I'm working on the second part of following problem (show C(R) finer than subspace topology):
Define $C(\mathbb{R}) \subseteq \mathbb{R}^{\mathbb{R}}$ as the space of continuous functions from $\mathbb{R}$ to $\mathbb{R}$. Define the metric $\bar{d}: C(\mathbb{R}) \times C(\mathbb{R}) \rightarrow[0, \infty)$ by
$\bar{d}(f, g):=\min \{1, \sup _{x \in \mathbb{R}}|f(x)-g(x)|\}$
Show that $\bar{d}$ is a metric that induces a topology on $C(\mathbb{R})$ that is finer than the subspace topology.
So I know a basis element of topology induced by d is an epsilon ball around some function $f \in C(\mathbb{R})$. I don't really know how to compare this with the intersection of an open ball centered at $f \in \mathbb{R}^\mathbb{R}$ with $C(\mathbb{R})$. We can write a basis element of $\mathbb{R}^\mathbb{R}$ as $\prod_{\alpha}B_\alpha$ where $B_\alpha = X_\alpha$ for all but finitely many $\alpha$. Does it make sense to take $B_\beta \subseteq B_\alpha$ for each $\alpha$ then say $\prod_{\beta}B_\beta \subseteq \prod_{\alpha}B_\alpha \cap C(R)$ for $\prod_{\beta}B_\beta \in C(R)$?
My concern is the existence of these $B_\beta$'s and what they represent (and I'm new to function spaces). I think $B_\beta$ would represent a neighborhood of $f(x_\beta)$ for $x_\beta$ in $\mathbb{R}$?
Sorry if this is unclear and any clarification/help is greatly appreciated.
The sets of the form $C(\mathbb{R})\cap \{g\in \mathbb{R}^\mathbb{R} : g(x_i)\in U_i, i = 1, 2, ..., n\}$ for $x_i\in \mathbb{R}$ and $U_i\subseteq\mathbb{R}$ open, form a basis of $C(\mathbb{R})$ in the subspace topology. If $f\in C(\mathbb{R})$ is an element of such set, by taking $0 < r_i < 1$ such that $(f(x_i)-r_i, f(x_i)+r_i)\subseteq U_i$, and then further taking $r = \min_{i=1, ..., n} r_i$, we can ensure that if $\overline{d}(f, g) < r$, then $g(x_i)\in U_i$ for $i = 1, ..., n$, that is $B(f, r)\subseteq C(\mathbb{R})\cap \{g\in \mathbb{R}^\mathbb{R} : g(x_i)\in U_i, i = 1, 2, ..., n\}$.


Lines to return, exactly: from the line with "pyautogui.click(x=<x>, y=<y>)" to the line with "The width and height of the screenshot is (1117, 565)." in the entries below, both included.

[SOURCE MATERIAL Boundary: Start]

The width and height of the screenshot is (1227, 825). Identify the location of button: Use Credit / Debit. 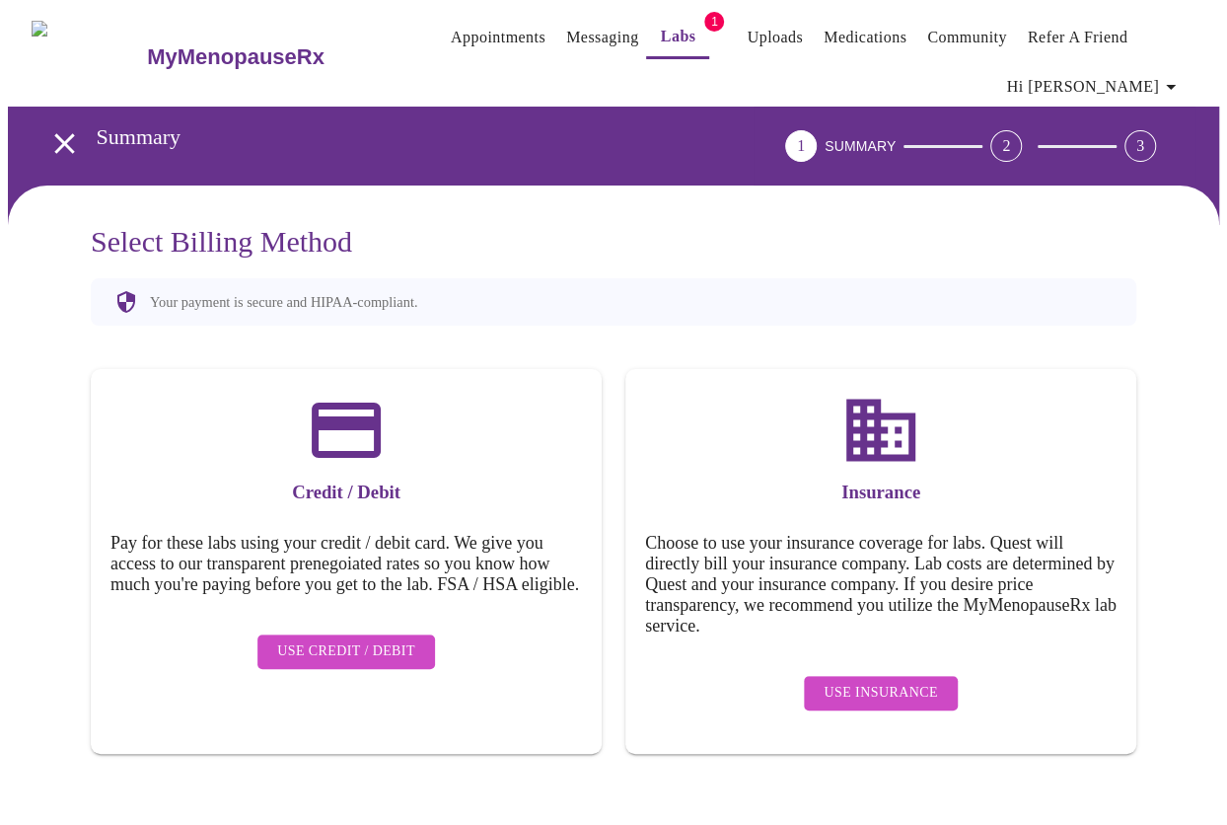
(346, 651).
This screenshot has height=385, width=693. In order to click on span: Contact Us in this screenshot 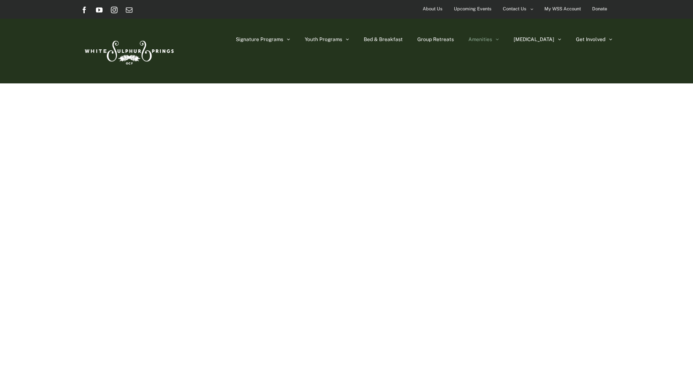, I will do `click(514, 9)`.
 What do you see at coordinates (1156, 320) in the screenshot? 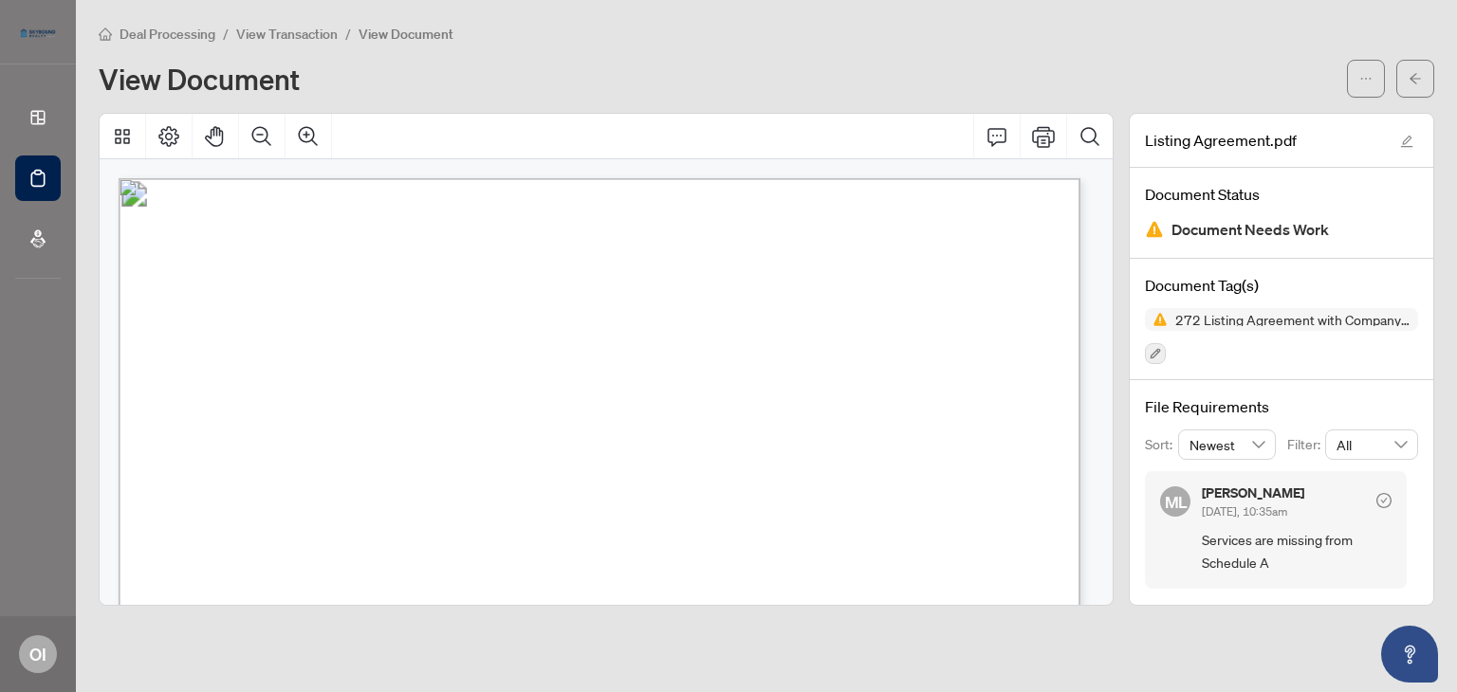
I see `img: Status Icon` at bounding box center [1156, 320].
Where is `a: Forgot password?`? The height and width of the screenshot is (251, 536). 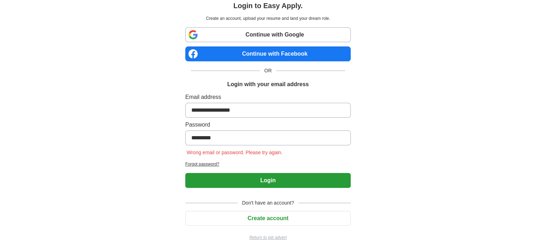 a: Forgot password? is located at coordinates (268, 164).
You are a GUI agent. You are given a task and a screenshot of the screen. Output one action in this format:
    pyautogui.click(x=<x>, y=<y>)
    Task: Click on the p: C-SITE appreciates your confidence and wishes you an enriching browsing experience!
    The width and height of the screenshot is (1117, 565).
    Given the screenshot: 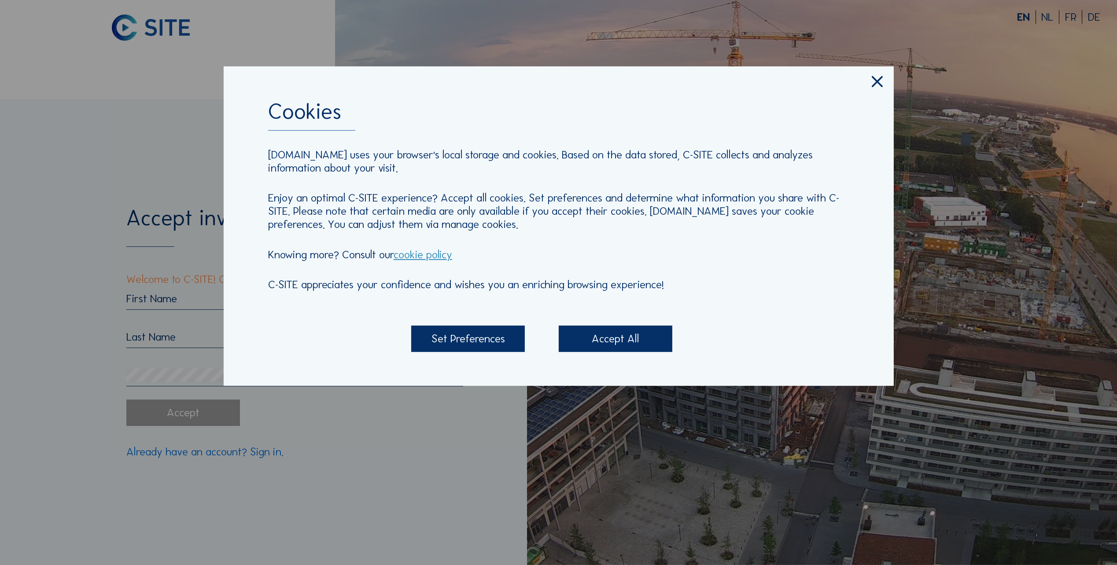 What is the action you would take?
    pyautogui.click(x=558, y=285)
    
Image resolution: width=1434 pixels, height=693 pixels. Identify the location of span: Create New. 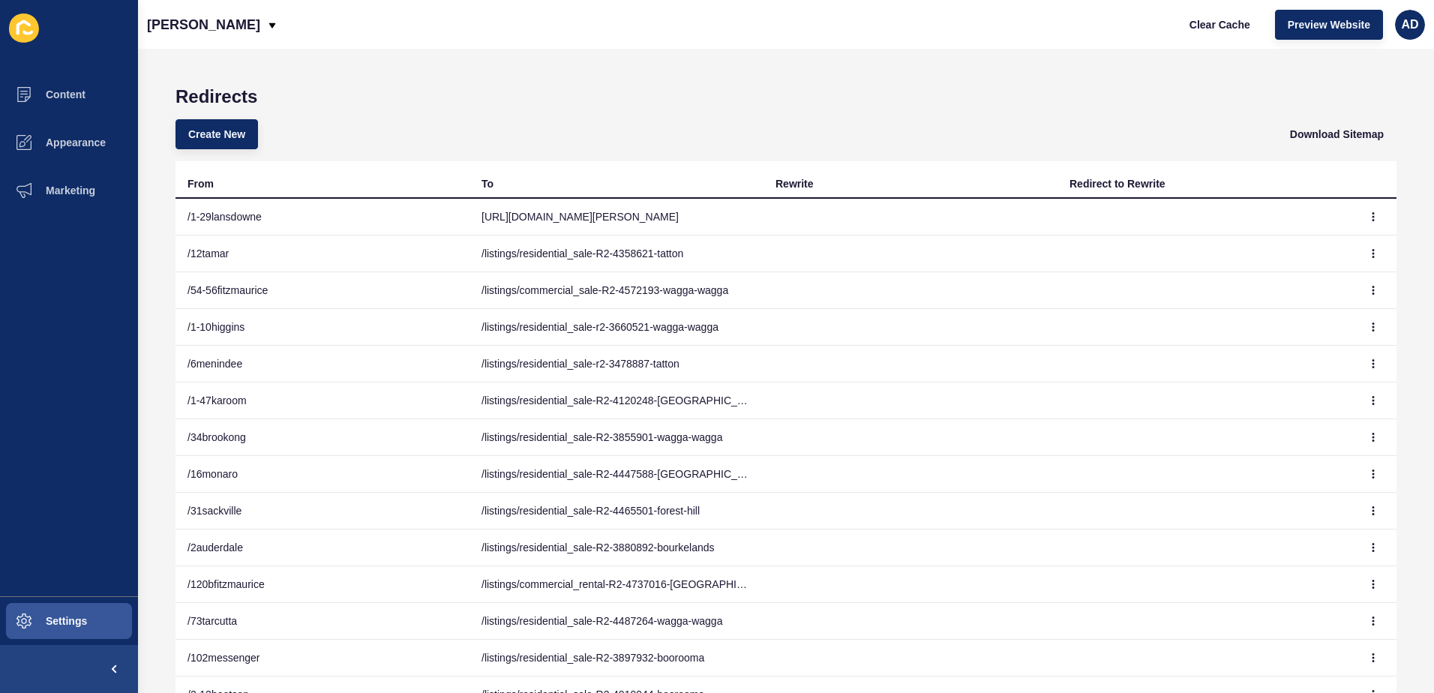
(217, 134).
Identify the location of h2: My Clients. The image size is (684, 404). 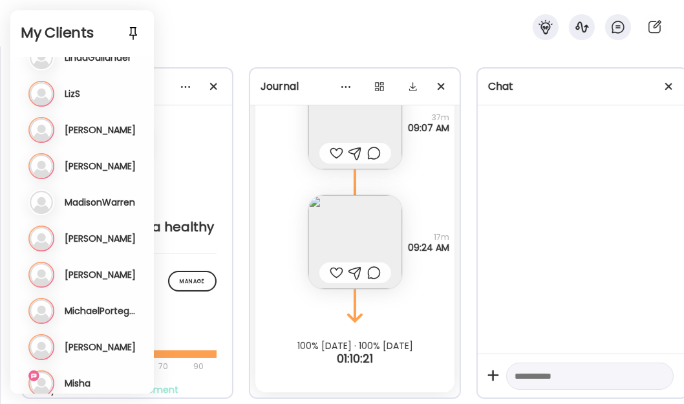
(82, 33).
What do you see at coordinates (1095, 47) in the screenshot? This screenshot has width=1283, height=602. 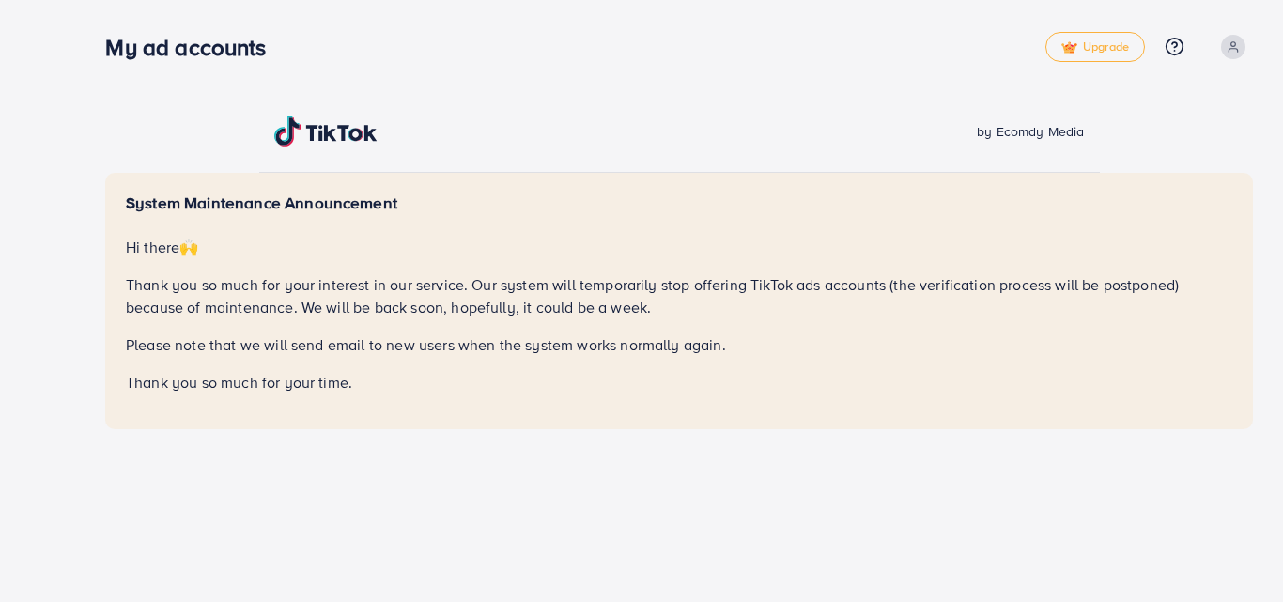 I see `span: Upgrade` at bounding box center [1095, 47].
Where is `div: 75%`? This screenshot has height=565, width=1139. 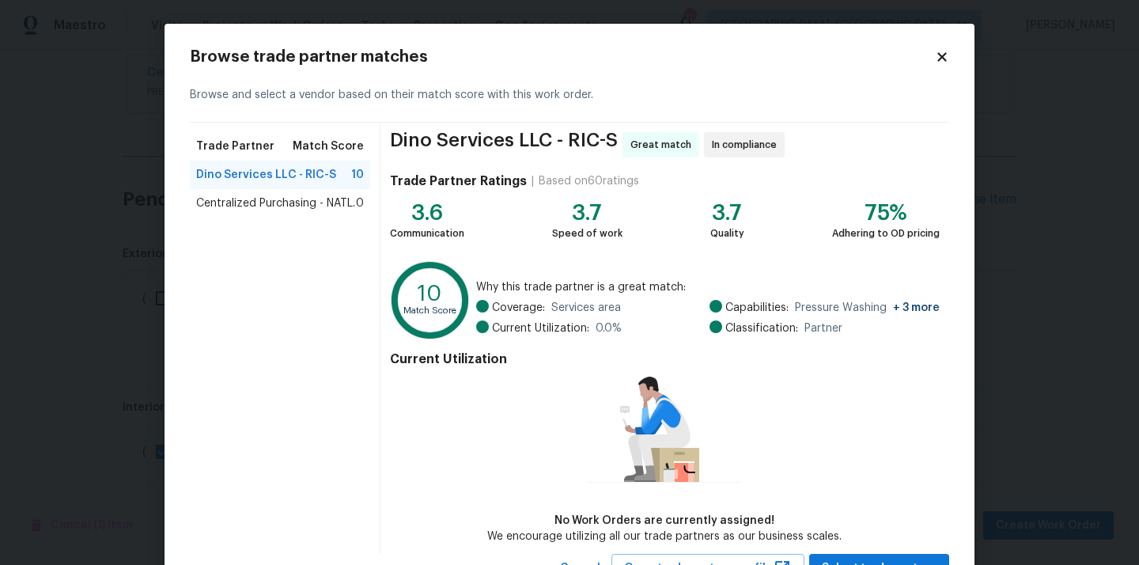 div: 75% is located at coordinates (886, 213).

[SOURCE MATERIAL Boundary: End]

RESPONSE TO THE EXERCISE
    pyautogui.click(x=<x>, y=<y>)
    Task: Click on the p: C-SITE appreciates your confidence and wishes you an enriching browsing experience!
    The width and height of the screenshot is (1117, 565).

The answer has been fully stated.